Crazy as it sounds, actor Idris Elba tells The Root, his first hesitation when approached about portraying South African leader Nelson Mandela in the film Mandela: Long Walk to Freedom was, "He's light-skinned and I'm dark-skinned!"
It was a trivial concern when weighed against the greater challenge of taking on the role of what Elba calls a "national treasure." With an entire nation waiting to critique the choice, most important to Elba was whether the South African people would accept him.

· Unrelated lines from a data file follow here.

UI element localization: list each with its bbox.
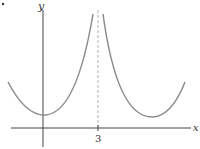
problem-marker — [2, 3, 4, 5]
function-graph: y x 3 — [0, 0, 200, 149]
x-axis-label: x — [193, 122, 199, 133]
curve-left-branch — [8, 14, 93, 115]
y-axis-label: y — [37, 0, 45, 13]
x-tick-label-3: 3 — [95, 133, 101, 144]
curve-right-branch — [103, 14, 185, 117]
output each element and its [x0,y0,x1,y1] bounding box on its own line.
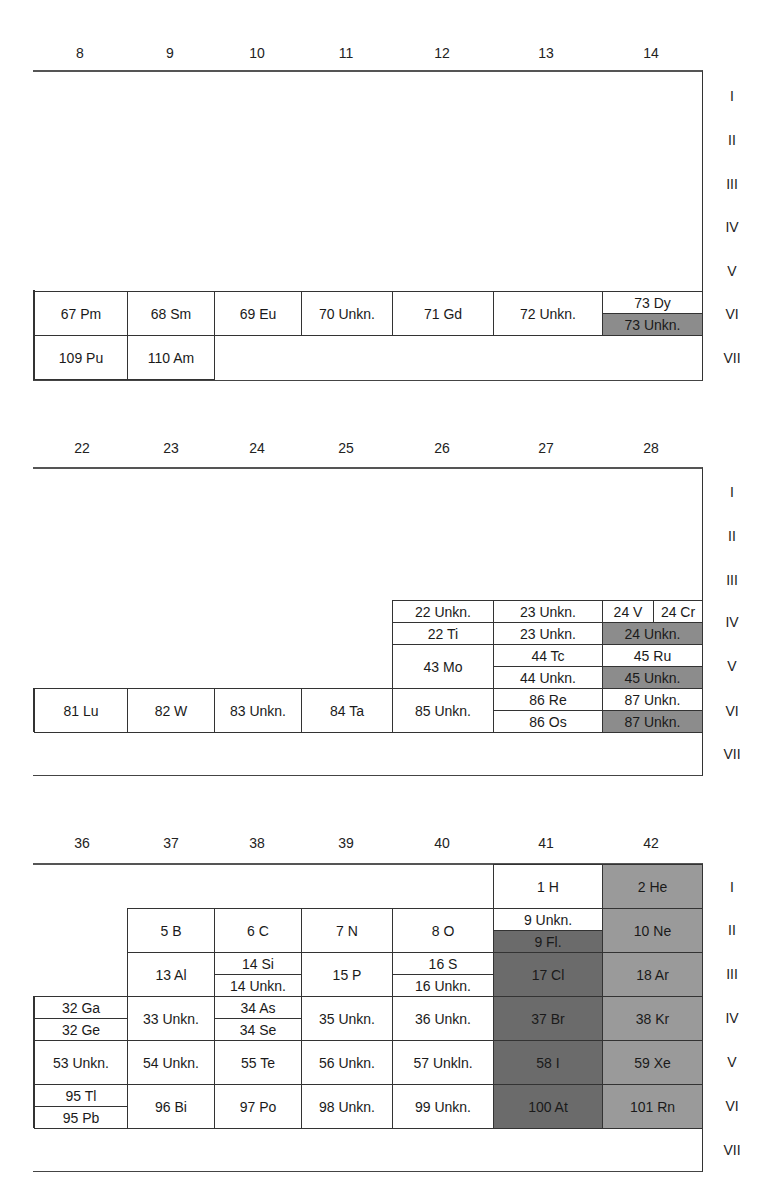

To prepare for the film, in which he portrays the South African leader for nearly half a century of his life, Elba went to South Africa to live for a short period, and the response he received took him by surprise. He says many people expressed that it was an honor that an actor like Idris Elba would consider taking on the role of their hero. He became more determined to make them proud.
To get to know the private side of the man, the actor told interviewer Ed Gordon that he spent time with Mandela's daughters (who teasingly called him "Dad").
"This was their dad—this was not Nelson Mandela. And they wanted someone to bring that to life in a real way," Elba says.
He was also determined to learn how Mandela seemed to transcend politics and touch people's souls: "I didn't want to hear stories, particularly about what he did, when he said it and how he said it. I just wanted to understand how people related to him. I just wanted to understand that aura."
But the "single most scary thing I've done in my life," says Elba, was spending the night in a cell alone on Robben Island, where the anti-apartheid activist was imprisoned for 19 years.
"It's haunted," says Elba of the island prison. He claims that the souls of the departed visited him while he was shuttered behind three locked gates, with only a nonworking cellphone as a lifeline to the outside.
"The truth is, it really helped understand the context of what I was doing … That place is designed to rob your soul."
Despite his initial misgivings, the accolades have been swift and strong for Elba's performance. Mandela: Long Walk to Freedom opens nationwide on Christmas Day.